Onyeama: FG Working to Have US Travel Ban Lifted

Onyeama: FG Working to Have  US Travel Ban Lifted

Ejiofor Alike with agency reports

The Minister of Foreign Affairs, Mr. Geoffrey Onyeama yesterday stated that federal government has begun working on the security and information sharing requirements for the lifting of a US travel ban on prospective immigrants from Nigeria.

Speaking at a joint news conference in Washington with US Secretary of State, Mr. Mike Pompeo, Onyeama said Nigeria was ‘blindsided’ by the US decision on Friday to add it and five other nations to an expanded version of the US visa ban.

President Donald Trump of the United States issued an expanded version of his travel ban on Friday as part of a presidential proclamation, which said Washington would suspend the issuance of visas that can lead to permanent residency for nationals of Eritrea, Kyrgyzstan, Myanmar and Nigeria.

Temporary visas for tourists, business people, students and workers from those nations will not be affected, it said.

US officials said the countries failed to meet US security and information-sharing standards, which necessitated the new restrictions. “We’ve identified all those requirements and we have actually started working on all them,” Onyeama said.

“It is actually very straightforward and it was very gratifying to come here and meet with US officials and to understand more clearly the reasoning behind it,” he said.

“We look forward to being taken off this visa restriction list,” Onyeama said, once all the criteria are met.

Pompeo also said he was ‘optimistic’ that Nigeria would make the necessary changes.

Reuters reported Nigeria is the biggest country on the list whose citizens will be suspended from US visas that can lead to permanent residency. The US government also will stop issuing “diversity visas” to nationals of Sudan and Tanzania, Trump’s proclamation said.

The original travel ban, issued in 2017, barred nearly all immigrants and travelers from seven countries with majority Muslim populations. The policy was revised amid court challenges, but the US Supreme Court ultimately upheld it in 2018.

Trump has made tougher immigration enforcement a central focus of his 2020 re-election campaign. His travel ban policy is popular with Republican supporters.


:: Your task ::
Where the records below show the word "axis" in a line, please copy that line.

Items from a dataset

————

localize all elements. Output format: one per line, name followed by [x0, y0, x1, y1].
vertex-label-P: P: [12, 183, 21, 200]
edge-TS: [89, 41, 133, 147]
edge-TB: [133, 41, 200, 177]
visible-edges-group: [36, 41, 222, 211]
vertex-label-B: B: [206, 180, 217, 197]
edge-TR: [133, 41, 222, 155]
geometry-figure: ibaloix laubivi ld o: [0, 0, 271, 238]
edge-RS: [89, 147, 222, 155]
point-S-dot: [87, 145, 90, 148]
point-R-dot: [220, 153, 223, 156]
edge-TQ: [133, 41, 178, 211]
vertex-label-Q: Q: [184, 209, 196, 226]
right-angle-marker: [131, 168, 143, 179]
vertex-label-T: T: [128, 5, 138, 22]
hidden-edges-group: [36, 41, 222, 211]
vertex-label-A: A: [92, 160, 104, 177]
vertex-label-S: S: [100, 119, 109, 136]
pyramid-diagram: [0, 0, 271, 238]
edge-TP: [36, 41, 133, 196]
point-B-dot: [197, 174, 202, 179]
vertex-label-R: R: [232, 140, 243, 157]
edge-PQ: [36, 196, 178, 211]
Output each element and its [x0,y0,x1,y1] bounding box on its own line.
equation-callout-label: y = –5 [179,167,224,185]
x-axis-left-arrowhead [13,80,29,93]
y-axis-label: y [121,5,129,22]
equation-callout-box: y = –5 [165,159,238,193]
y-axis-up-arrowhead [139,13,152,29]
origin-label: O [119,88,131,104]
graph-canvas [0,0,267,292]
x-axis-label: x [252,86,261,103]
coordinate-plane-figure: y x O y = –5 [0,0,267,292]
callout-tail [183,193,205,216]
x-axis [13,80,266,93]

————

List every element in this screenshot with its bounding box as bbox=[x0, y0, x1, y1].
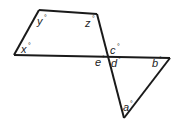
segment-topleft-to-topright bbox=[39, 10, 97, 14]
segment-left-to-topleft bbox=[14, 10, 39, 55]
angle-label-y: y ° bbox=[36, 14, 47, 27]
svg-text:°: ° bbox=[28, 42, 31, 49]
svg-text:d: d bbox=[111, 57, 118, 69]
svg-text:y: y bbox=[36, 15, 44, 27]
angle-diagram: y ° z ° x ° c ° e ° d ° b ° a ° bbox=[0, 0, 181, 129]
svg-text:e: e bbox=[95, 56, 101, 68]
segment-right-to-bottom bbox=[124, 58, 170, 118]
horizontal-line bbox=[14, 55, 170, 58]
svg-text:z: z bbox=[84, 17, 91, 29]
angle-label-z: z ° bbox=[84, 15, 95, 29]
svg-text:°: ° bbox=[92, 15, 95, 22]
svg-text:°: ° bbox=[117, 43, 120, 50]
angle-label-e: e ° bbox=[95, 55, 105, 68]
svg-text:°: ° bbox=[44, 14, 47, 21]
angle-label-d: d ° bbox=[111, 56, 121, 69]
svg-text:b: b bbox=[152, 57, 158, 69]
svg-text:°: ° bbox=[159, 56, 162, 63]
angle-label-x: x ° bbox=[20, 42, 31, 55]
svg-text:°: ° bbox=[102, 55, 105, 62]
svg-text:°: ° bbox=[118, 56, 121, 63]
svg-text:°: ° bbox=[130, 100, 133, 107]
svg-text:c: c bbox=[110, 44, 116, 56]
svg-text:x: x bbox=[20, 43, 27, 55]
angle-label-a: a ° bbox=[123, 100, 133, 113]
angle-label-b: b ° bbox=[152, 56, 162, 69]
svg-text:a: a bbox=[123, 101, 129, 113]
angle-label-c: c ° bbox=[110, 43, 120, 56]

————

:: Solved problem ::
x-axis-left-arrowhead [13,80,29,93]
y-axis-label: y [121,5,129,22]
y-axis-up-arrowhead [139,13,152,29]
x-axis-label: x [252,86,261,103]
x-axis [13,80,266,93]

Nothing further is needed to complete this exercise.